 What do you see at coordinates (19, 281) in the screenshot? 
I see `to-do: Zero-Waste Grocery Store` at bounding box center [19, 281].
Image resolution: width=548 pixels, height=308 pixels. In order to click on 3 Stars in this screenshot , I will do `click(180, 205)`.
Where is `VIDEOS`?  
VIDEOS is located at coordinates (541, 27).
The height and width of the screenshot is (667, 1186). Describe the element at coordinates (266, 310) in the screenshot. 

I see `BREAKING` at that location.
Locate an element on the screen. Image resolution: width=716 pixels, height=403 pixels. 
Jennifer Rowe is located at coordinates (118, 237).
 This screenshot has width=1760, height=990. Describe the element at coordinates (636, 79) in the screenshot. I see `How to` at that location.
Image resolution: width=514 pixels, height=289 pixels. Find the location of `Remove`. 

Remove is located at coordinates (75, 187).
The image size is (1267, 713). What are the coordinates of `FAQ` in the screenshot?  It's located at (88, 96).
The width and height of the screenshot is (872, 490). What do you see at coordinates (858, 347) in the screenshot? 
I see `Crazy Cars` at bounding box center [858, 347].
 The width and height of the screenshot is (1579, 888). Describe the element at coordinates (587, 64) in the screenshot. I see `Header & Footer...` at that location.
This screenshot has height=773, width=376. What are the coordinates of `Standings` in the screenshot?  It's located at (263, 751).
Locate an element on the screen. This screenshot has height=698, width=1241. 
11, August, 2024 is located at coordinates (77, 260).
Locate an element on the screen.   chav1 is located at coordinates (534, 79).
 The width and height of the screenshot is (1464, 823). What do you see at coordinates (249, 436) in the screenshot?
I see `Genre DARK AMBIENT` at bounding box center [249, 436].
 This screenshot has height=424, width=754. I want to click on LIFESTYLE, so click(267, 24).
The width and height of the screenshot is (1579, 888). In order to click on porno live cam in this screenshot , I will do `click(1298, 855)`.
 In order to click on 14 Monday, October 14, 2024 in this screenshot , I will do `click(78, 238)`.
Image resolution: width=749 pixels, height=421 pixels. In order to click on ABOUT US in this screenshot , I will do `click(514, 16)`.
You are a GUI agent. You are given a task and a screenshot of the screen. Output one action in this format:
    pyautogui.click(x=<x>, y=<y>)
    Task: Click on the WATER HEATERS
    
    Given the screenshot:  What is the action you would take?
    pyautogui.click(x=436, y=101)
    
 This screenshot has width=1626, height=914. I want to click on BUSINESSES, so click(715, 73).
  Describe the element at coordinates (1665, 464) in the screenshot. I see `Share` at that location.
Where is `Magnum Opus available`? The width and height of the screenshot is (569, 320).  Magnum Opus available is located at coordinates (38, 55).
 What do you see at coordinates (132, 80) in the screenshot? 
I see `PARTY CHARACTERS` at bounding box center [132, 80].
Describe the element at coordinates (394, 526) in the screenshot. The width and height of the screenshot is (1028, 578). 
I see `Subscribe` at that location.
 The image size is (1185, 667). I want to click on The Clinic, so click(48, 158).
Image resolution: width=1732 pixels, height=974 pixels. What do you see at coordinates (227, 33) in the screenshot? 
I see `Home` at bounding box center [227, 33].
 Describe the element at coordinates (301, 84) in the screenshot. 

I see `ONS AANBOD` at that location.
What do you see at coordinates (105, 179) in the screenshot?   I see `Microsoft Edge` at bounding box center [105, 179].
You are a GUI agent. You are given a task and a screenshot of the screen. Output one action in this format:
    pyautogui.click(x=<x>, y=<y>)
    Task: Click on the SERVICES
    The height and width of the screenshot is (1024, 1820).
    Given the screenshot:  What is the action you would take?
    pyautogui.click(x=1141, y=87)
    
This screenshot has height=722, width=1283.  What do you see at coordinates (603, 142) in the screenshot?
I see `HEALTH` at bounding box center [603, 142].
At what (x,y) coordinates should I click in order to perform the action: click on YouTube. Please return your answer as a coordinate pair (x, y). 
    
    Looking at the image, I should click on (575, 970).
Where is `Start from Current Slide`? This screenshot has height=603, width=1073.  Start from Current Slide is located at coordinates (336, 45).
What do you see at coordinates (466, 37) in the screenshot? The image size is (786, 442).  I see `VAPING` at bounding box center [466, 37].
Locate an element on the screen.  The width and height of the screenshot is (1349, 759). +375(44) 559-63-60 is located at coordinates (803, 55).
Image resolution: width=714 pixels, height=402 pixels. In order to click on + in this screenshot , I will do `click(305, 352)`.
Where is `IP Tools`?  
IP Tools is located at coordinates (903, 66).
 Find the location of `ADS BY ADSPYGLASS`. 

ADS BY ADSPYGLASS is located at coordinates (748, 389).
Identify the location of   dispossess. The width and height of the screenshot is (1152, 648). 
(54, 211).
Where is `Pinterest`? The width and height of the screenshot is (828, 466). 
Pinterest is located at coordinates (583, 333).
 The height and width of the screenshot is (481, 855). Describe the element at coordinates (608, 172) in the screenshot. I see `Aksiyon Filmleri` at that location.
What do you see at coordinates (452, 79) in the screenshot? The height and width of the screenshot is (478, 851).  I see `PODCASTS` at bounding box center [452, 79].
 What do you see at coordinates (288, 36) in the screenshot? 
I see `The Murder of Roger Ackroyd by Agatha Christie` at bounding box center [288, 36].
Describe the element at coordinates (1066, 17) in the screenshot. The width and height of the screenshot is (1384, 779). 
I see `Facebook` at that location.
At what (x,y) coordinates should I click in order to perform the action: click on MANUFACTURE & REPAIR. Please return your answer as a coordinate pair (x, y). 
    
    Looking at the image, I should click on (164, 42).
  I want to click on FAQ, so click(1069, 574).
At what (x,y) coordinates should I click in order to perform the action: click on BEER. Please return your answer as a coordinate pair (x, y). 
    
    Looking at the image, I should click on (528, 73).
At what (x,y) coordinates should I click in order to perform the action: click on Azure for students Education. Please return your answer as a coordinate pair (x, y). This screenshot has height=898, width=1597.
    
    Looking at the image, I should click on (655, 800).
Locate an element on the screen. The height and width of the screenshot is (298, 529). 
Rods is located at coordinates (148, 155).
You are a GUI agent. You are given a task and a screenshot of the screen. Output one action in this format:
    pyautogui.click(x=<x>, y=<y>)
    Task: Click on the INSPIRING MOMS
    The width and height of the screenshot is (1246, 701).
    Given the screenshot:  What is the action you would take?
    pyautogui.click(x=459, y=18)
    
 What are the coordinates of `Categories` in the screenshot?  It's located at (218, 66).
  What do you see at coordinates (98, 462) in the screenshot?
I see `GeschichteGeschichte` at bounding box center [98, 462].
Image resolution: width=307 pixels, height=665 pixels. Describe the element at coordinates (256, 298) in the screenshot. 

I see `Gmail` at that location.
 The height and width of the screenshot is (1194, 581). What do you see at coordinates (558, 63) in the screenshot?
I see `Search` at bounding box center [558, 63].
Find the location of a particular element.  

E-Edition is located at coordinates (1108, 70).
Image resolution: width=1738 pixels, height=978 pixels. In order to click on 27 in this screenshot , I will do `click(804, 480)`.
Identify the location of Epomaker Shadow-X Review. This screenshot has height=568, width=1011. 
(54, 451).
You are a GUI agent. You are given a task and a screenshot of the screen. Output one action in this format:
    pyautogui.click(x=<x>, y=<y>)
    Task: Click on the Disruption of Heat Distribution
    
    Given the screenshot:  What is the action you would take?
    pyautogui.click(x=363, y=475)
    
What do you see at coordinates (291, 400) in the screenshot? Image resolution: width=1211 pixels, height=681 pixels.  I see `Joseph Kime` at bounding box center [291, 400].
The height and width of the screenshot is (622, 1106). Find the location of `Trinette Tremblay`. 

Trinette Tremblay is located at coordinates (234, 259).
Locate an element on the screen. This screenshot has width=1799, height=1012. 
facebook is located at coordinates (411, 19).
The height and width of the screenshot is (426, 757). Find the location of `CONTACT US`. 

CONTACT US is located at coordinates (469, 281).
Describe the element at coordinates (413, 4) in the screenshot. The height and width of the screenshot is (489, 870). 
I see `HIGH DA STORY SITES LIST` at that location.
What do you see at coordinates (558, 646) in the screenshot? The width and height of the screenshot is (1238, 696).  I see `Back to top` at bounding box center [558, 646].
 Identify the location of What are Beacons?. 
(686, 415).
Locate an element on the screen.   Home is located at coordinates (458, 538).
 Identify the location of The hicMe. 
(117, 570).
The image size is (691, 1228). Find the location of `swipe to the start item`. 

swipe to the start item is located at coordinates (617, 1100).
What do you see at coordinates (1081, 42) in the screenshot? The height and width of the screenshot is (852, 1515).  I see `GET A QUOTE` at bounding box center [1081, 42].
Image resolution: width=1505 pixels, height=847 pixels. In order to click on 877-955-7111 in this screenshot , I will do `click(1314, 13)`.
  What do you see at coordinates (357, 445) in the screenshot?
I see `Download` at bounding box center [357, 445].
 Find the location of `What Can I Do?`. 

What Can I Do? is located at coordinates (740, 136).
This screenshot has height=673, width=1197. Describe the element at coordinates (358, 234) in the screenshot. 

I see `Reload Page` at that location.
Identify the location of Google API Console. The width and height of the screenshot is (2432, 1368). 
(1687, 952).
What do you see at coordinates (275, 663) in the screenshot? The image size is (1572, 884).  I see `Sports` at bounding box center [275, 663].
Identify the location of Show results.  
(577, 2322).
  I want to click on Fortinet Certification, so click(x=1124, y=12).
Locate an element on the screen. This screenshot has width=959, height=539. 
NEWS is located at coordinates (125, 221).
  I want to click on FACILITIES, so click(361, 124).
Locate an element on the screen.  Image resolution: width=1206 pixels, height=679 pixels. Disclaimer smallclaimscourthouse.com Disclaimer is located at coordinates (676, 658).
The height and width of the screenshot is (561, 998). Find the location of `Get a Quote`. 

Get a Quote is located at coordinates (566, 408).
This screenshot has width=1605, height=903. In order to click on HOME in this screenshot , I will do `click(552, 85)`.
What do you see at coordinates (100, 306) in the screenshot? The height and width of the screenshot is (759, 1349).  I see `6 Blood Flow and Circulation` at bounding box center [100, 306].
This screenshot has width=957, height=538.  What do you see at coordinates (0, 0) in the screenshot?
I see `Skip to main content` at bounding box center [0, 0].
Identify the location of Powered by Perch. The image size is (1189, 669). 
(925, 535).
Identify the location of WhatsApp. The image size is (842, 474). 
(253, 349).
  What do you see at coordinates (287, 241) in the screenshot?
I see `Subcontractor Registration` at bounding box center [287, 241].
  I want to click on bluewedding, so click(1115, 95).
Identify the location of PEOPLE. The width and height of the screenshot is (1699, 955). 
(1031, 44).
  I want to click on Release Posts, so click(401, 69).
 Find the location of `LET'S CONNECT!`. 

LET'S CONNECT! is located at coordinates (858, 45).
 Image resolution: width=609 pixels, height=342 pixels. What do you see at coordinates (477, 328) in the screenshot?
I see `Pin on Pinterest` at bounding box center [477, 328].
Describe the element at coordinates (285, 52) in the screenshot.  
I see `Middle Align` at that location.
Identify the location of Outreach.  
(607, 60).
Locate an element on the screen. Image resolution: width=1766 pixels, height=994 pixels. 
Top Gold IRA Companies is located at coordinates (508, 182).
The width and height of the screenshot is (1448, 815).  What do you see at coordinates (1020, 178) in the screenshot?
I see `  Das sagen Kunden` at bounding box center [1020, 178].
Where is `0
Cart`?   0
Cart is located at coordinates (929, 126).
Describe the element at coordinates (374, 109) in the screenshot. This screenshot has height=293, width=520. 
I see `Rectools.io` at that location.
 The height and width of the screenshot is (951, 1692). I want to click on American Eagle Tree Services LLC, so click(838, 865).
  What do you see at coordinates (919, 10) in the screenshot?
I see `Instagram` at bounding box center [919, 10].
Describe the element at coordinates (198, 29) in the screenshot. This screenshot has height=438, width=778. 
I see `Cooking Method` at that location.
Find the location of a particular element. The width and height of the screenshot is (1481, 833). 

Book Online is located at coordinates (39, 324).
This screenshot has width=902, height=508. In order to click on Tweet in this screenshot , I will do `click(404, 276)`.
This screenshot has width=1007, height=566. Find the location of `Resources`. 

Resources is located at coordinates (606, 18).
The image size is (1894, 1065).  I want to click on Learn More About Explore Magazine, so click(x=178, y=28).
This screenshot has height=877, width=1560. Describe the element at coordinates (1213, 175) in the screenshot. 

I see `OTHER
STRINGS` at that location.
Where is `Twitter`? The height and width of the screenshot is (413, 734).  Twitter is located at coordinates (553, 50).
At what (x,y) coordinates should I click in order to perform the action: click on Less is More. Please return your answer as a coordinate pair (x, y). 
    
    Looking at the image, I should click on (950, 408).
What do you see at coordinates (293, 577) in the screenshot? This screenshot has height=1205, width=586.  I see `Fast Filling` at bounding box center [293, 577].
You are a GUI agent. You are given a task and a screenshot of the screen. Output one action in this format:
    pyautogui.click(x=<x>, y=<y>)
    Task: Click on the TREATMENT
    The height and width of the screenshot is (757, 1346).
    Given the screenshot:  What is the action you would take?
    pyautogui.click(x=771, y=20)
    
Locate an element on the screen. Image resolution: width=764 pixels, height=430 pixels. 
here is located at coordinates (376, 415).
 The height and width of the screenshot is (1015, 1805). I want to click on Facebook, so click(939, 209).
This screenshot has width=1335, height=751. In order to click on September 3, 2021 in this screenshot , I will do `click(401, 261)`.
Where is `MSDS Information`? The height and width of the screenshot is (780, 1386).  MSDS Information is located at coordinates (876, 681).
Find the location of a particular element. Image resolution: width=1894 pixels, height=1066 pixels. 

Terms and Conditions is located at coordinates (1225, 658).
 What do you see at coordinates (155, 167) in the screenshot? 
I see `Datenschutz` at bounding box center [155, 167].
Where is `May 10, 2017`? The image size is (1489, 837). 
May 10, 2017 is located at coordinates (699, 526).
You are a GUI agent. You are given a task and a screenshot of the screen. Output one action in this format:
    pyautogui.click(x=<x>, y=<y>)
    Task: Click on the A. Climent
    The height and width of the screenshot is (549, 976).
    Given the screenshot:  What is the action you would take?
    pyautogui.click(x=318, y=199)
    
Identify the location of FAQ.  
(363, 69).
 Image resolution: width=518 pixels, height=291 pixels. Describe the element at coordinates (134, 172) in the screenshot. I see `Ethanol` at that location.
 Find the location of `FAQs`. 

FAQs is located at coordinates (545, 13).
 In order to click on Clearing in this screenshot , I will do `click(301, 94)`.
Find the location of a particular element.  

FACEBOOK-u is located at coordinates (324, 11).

===

Nothing should be returned except the lines from the first line of the data above through the line with "This screenshot has height=773, width=376.", each one exact.

→ **OUTPUT OF THE EXERCISE**
 What do you see at coordinates (19, 281) in the screenshot? 
I see `to-do: Zero-Waste Grocery Store` at bounding box center [19, 281].
Image resolution: width=548 pixels, height=308 pixels. In order to click on 3 Stars in this screenshot , I will do `click(180, 205)`.
Where is `VIDEOS`?  
VIDEOS is located at coordinates (541, 27).
The height and width of the screenshot is (667, 1186). Describe the element at coordinates (266, 310) in the screenshot. 

I see `BREAKING` at that location.
Locate an element on the screen. Image resolution: width=716 pixels, height=403 pixels. 
Jennifer Rowe is located at coordinates (118, 237).
 This screenshot has width=1760, height=990. Describe the element at coordinates (636, 79) in the screenshot. I see `How to` at that location.
Image resolution: width=514 pixels, height=289 pixels. Find the location of `Remove`. 

Remove is located at coordinates (75, 187).
The image size is (1267, 713). What are the coordinates of `FAQ` in the screenshot?  It's located at (88, 96).
The width and height of the screenshot is (872, 490). What do you see at coordinates (858, 347) in the screenshot? 
I see `Crazy Cars` at bounding box center [858, 347].
 The width and height of the screenshot is (1579, 888). Describe the element at coordinates (587, 64) in the screenshot. I see `Header & Footer...` at that location.
This screenshot has height=773, width=376. What are the coordinates of `Standings` in the screenshot?  It's located at (263, 751).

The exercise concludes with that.